Happy endings (no, not that sort. Although mentioned.)

“If you want a happy ending you have to decide where to stop your story – Orson Welles”

I am slightly addicted to twists whether I’m writing a whodunit, a microstory, or any of the other ways in which I kowtow before my muse. The one on the drawing board has several twists. There’s one, though, which turns the whole story from a slightly OTT love story (the alert reader is already saying hang on just a minute) to a slightly creepy stalker story, to abrupt terror. In two paragraphs it goes from mildly steamy (and wildly romantic) to chilling, and I didn’t even plan it that way. I love it, though.

Hence the Orson Welles quote. I could literally stop the story at its happy point and leave most of its readers contented.

Not going to, though. The book in question (and I only say this because I am personally annoyed by dangling hints and coy half-references) is still in process,  The Money Honey, and it’s odd in many ways.

Only once before have I had a young protagonist*, because I find mature characters much more intricate and interesting, but Miranda’s story starts when she’s around twenty, in 1996, and the reader follows her for the next twenty years.

She only came into existence because she’s a large part of the backstory for Seventeen Eighteen Past Lies Waiting, which is being published soon. I wrote her story separately, to get it clear in my head, and then I got engrossed in the challenges it presented. I hadn’t a clue who my target reader was, but sometimes books take on a life of their own and this is one.

There was tons of rewriting for Seventeen Eighteen, as it happened, but the beta readers who have now read both books were pretty positive in their feedback. However, the beta readers who only read Money Honey weren’t. They found the ending, with its sudden introduction of a bunch of amateur sleuths from the Lawns, thoroughly confusing.

By the time that feedback was trickling in, I quite liked my Money Honey but I could see their point, as a stand-alone book she would need an ending of her own. So I borrowed from a few other authors faced with similar situations, and Money Honey has three endings.

Miranda’s whole story is about the unorthodox choices she makes (the working title was Step By Step) so it felt right to let those readers who have engaged with her make the final choice for her.  They will choose whether she calls an old friend for help, which is where Seventeen Eighteen came into the picture – or whether she tackles the situation herself, the way she’s always done – or whether the original storyline from Seventeen Eighteen holds true, but this time she and her son take on the challenge together.

No confusion there, then.  grin

It really has been a very challenging book, I’ve put it aside at least five times and every time it has come yammering after me demanding attention. She’s so unlike any of my other characters, and so very in need of a happy ending.

And yes I know the other meaning of that phrase. In fact that’s why Money Honey is going out under the Clarissa name, not EJ Lamprey. Lots of happy endings, and never, it seems, one for her.

Seventeen Eighteen has finished its rewrites, gone off for editing, started its countdown, and will be out shortly. Oh, and one other oddity – they share the same cover photograph. Slightly different cropping, a lighting difference, but the same photograph. I’m not being cheap, I’m not even being Scottish and practical, I simply couldn’t decide which cover to use it on. It feels right to have it on both.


Where the word "Comparison" appears in a line of the entries below, count that line and give the total alone.

-- Opening Marker --

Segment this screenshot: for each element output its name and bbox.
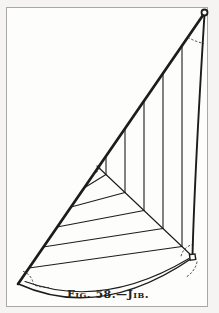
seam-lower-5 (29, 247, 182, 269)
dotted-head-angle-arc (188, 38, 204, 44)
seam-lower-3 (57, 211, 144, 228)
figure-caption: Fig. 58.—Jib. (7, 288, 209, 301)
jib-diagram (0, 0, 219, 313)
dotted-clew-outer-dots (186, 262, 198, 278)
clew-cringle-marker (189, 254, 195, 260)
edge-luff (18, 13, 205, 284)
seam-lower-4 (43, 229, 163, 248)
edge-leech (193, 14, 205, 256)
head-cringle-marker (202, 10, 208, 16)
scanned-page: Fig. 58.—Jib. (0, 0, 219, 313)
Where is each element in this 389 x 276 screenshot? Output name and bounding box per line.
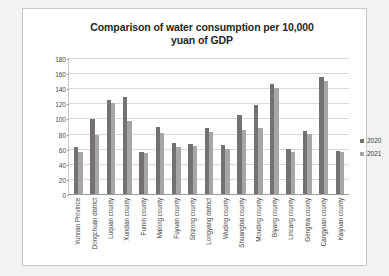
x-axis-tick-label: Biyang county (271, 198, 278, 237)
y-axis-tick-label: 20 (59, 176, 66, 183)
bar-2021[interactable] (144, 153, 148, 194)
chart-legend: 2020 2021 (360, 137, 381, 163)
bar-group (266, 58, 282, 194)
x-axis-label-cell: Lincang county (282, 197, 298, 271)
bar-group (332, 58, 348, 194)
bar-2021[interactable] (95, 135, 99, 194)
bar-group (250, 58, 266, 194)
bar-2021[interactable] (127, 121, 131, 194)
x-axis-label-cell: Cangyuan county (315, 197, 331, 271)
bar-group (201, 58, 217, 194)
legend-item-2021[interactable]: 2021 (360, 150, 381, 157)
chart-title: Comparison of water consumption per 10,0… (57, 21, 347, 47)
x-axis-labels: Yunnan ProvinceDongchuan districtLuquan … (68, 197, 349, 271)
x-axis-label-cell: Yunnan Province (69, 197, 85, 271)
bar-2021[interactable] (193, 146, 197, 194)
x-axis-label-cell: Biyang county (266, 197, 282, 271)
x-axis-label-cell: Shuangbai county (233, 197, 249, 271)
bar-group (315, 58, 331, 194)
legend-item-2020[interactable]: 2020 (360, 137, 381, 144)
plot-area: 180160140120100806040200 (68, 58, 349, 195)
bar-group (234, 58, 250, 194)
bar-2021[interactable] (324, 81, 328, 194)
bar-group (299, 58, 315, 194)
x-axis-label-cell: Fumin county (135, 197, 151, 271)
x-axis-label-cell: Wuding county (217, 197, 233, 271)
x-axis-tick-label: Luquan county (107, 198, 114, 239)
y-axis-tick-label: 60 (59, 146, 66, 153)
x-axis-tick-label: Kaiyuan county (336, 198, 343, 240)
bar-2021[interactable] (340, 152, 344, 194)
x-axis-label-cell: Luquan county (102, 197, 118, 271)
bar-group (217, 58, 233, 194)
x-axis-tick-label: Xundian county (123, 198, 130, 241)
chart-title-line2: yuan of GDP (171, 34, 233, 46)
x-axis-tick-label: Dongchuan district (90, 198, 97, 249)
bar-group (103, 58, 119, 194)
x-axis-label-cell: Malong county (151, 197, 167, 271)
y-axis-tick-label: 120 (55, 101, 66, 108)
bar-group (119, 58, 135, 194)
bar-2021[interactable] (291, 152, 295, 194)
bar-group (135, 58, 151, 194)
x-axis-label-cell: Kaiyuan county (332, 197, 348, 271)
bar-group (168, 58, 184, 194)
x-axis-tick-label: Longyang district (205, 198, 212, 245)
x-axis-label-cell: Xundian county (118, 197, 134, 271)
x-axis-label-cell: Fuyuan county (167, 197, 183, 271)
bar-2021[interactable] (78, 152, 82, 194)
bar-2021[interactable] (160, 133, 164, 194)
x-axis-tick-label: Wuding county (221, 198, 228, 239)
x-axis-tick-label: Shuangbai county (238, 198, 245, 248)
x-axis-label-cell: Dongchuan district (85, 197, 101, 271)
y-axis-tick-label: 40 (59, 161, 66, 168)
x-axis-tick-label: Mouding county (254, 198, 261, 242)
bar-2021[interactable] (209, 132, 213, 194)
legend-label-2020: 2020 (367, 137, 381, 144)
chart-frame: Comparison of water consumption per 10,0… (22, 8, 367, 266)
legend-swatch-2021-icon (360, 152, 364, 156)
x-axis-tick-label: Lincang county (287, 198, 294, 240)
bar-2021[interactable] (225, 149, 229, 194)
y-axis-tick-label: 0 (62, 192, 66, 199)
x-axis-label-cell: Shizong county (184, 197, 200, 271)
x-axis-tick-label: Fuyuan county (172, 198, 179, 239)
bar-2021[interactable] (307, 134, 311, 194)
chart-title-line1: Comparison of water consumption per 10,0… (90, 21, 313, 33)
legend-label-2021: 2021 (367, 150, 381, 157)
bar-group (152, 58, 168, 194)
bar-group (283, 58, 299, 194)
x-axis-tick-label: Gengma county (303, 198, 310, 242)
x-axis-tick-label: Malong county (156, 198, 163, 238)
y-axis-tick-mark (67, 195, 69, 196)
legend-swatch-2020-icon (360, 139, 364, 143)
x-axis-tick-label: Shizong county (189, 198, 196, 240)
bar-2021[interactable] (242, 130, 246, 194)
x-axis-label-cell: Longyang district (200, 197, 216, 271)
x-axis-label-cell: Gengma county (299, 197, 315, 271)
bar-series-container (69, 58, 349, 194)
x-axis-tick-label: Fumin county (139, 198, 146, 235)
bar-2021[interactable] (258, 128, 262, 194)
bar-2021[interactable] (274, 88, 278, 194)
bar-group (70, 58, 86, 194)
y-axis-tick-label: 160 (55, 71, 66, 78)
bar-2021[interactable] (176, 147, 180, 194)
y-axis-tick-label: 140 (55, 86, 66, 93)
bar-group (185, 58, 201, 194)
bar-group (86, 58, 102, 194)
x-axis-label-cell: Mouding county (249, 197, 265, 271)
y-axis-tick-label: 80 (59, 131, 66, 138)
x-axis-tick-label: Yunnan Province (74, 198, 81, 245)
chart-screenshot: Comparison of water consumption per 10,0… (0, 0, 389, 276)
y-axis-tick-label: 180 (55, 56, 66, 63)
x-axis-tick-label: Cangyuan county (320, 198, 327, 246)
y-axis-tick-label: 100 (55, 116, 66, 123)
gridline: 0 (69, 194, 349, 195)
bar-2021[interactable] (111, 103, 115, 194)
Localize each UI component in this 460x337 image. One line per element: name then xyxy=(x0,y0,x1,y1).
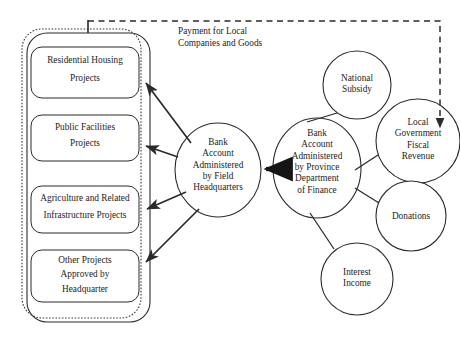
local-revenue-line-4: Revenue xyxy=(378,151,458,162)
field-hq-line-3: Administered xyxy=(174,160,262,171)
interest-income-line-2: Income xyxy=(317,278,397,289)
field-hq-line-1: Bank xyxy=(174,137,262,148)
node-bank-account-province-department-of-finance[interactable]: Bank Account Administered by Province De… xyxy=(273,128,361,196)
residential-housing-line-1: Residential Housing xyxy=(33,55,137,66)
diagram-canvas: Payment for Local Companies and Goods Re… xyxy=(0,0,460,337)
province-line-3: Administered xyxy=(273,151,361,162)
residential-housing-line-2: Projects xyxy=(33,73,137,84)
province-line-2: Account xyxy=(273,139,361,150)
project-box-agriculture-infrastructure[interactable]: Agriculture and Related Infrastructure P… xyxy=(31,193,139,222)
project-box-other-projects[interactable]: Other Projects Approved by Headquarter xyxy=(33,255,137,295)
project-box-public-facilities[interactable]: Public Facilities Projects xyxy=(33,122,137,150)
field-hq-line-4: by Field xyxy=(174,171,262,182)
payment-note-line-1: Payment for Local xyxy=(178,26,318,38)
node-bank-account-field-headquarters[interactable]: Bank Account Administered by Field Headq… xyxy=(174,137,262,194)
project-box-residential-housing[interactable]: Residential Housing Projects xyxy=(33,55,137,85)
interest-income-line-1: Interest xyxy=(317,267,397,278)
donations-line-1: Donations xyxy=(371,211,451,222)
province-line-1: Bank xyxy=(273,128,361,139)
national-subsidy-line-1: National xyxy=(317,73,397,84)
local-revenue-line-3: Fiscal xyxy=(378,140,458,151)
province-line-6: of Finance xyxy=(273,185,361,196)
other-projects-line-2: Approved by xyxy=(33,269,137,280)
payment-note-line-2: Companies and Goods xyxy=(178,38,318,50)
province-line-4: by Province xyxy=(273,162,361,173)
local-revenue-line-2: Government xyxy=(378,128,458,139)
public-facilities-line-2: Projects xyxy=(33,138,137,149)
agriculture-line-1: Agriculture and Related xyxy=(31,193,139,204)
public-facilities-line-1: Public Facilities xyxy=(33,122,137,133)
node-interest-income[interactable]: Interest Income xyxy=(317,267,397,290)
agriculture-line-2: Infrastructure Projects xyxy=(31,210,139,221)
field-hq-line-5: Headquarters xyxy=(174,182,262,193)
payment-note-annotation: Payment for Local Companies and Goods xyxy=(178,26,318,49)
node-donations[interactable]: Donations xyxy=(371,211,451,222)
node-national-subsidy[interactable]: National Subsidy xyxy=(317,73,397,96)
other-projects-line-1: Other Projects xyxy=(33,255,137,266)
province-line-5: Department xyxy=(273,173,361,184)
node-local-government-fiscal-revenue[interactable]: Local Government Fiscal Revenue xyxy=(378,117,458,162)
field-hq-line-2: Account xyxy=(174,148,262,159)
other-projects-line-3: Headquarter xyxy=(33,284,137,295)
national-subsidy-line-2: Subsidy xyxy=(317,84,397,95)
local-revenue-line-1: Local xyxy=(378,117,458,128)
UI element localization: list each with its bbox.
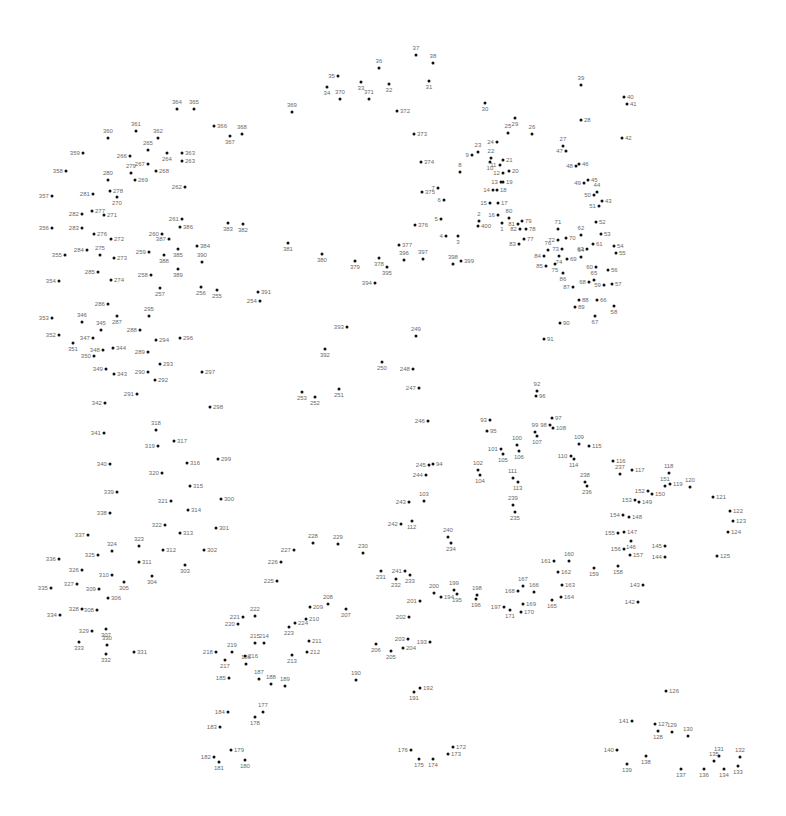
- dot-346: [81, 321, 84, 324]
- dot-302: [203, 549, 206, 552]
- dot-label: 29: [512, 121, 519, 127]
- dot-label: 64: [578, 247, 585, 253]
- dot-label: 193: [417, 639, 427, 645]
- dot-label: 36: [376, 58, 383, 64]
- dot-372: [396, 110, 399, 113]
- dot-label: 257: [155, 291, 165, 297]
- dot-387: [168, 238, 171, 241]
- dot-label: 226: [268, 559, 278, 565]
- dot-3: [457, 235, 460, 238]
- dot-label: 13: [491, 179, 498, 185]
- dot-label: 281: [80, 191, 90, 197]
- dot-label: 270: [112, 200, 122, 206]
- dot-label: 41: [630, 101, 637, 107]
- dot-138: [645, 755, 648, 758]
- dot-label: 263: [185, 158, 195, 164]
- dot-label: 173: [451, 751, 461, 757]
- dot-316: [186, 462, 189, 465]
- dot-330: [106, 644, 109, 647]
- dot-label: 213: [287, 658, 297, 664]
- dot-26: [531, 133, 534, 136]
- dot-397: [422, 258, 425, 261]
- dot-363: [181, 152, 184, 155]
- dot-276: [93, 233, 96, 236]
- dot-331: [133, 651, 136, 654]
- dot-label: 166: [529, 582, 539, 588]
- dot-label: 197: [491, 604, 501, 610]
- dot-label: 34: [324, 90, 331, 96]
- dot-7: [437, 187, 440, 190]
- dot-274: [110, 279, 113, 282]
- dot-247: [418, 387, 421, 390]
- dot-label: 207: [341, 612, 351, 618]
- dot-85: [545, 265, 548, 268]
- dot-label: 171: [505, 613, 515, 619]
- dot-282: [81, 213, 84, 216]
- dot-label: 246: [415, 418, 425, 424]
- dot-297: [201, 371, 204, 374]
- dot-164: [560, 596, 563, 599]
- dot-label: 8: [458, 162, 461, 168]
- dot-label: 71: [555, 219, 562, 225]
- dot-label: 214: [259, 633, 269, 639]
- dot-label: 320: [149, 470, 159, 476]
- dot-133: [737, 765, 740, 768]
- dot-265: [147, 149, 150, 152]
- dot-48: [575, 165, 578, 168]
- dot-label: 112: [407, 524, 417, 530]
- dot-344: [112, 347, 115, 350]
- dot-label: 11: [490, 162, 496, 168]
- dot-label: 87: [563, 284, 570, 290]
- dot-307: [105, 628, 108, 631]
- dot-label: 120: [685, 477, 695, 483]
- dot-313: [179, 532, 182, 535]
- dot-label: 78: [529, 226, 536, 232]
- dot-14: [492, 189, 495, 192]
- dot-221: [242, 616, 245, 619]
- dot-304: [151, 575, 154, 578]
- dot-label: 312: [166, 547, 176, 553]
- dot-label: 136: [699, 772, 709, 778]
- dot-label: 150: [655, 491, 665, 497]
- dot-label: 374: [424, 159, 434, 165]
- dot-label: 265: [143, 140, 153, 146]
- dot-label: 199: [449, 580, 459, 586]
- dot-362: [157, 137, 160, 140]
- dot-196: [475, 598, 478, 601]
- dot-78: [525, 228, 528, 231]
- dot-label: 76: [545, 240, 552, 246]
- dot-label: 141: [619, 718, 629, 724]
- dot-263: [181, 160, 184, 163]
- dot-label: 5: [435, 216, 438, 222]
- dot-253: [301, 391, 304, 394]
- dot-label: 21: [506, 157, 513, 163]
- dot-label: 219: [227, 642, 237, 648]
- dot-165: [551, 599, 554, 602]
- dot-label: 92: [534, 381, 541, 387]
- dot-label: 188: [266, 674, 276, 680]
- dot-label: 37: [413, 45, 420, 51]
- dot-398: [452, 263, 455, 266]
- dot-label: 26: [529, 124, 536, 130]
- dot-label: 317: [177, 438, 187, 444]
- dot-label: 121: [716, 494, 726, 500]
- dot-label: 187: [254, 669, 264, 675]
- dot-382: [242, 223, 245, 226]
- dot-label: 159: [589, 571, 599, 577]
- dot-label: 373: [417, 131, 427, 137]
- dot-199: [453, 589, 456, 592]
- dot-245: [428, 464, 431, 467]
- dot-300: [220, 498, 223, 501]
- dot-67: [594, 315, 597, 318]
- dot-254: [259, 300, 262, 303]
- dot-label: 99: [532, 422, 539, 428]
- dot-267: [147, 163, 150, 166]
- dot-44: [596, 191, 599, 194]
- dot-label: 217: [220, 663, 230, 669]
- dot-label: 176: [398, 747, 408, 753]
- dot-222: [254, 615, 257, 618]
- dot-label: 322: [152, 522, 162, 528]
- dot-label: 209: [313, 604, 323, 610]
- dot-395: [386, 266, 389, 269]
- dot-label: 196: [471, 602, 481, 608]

-- Closing Marker --

Exercise response -> 4